Monday, July 24, 2006

 

1 / (common sense) = animus


My post last week goofing on entropy wasn't entirely tongue-in-cheek. And it looks as if there may actually be something to it. I've updated the ETC software to experiment with the idea. The original programming selected bigrams using a simple weighted selection--the more often a bigram appeared in the model, the more likely it would be selected within an utterance. There were a couple of reasons for the approach. First, I'd hypothesized that poetry wants to be mostly normal text, with unexpected variations here and there. Second, low frequency bigrams seemed to trash the poetics.

This low-frequency distortion turned out not to be "normal." What I was seeing were the result of tagging mistakes and anomalies in the source text (British National Corpus)--mistakes such as mispunctuated compound sentences, where two words were really in two different sentences and therefore not a natural bigram or spelling errors or phonetically contrived attempts to capture an accent in a literary passage, and so on. A closer look at the model revealed that about 30% of the volume under the distribution curve consisted of bigram pairs with a frequency of one! I trashed all of those and the output was much less distorted. Now that the model is a better representation of language as it's "normally" used, I could more easily reason about things like Barthes' poetic zone of speech within the model's constraints.

So I changed the bigram selection code to favor infrequent bigram pairs. That's what's running now. We'll see if the poetry is any better.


If a line of the data below holds the string "name", copy it.

━━━ Study material

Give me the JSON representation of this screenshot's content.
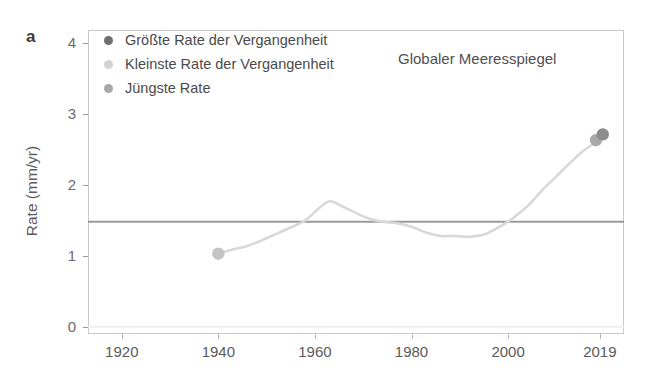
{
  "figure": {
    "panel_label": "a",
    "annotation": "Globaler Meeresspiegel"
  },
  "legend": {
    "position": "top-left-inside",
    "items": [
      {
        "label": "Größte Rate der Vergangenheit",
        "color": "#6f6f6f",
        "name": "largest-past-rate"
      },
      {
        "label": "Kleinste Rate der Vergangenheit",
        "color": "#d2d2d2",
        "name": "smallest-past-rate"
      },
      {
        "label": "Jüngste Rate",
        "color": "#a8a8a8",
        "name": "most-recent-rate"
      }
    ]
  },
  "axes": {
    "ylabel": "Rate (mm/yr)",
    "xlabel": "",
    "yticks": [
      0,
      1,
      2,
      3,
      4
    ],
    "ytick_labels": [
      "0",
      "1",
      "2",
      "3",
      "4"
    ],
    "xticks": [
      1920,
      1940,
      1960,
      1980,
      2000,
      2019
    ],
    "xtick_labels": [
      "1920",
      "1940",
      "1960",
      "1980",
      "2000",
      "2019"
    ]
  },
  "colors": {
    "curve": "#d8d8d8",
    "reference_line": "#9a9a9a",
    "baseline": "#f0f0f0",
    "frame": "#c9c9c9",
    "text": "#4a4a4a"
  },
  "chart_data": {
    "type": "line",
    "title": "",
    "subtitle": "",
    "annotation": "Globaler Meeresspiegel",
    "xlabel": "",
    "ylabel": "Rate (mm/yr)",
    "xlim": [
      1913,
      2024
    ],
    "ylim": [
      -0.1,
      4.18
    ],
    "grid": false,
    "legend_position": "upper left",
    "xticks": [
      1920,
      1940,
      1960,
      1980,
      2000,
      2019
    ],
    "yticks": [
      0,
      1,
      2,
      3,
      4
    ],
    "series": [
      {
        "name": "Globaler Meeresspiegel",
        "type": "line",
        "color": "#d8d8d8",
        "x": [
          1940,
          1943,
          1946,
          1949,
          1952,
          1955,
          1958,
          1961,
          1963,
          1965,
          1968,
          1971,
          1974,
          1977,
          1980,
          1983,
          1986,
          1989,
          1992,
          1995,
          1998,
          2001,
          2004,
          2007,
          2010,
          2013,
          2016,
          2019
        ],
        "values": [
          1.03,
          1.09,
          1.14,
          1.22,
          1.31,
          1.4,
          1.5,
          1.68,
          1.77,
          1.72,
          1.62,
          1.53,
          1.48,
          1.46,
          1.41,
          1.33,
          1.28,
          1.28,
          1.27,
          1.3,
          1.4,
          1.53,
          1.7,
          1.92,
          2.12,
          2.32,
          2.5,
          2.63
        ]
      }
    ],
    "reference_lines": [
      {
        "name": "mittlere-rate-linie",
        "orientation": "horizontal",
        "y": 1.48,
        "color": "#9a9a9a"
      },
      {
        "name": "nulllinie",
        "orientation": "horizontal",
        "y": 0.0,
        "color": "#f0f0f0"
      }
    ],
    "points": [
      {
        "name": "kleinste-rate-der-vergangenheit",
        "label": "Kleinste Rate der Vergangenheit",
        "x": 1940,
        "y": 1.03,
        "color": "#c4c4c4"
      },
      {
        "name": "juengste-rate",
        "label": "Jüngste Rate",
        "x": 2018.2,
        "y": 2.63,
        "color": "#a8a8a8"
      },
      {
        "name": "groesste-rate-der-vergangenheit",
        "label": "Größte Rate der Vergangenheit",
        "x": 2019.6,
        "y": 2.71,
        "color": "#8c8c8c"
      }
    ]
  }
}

━━━━━━
━━━ Study material

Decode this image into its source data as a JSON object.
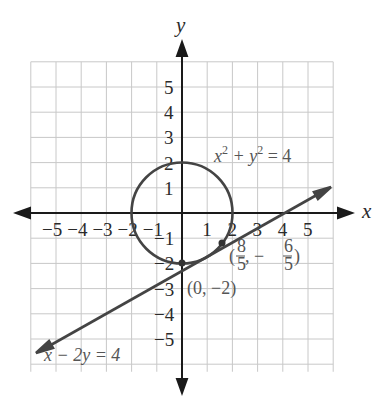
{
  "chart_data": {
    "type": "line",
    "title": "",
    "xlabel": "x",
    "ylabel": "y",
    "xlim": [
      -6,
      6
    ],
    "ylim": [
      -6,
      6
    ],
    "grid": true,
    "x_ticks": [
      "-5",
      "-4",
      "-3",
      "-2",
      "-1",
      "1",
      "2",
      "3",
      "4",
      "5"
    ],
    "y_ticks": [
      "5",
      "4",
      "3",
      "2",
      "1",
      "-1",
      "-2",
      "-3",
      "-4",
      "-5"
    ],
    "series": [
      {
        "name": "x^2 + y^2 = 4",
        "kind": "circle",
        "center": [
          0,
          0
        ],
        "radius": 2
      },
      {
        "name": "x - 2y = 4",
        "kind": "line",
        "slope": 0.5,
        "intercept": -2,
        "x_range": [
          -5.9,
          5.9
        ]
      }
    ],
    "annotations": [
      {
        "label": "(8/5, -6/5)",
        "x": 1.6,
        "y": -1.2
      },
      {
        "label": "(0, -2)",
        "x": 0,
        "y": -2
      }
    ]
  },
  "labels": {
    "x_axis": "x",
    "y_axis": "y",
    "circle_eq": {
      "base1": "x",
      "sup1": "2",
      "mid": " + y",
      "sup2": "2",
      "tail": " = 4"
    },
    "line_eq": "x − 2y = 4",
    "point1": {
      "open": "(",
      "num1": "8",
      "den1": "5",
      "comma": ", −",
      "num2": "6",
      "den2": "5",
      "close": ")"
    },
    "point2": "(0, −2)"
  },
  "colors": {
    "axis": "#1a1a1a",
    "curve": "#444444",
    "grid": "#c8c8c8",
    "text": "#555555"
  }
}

━━━━━━

• [Solved exercise]:
        "name": "largest-past-rate"
        "name": "smallest-past-rate"
        "name": "most-recent-rate"
        "name": "Globaler Meeresspiegel",
        "name": "mittlere-rate-linie",
        "name": "nulllinie",
        "name": "kleinste-rate-der-vergangenheit",
        "name": "juengste-rate",
        "name": "groesste-rate-der-vergangenheit",
        "name": "x^2 + y^2 = 4",
        "name": "x - 2y = 4",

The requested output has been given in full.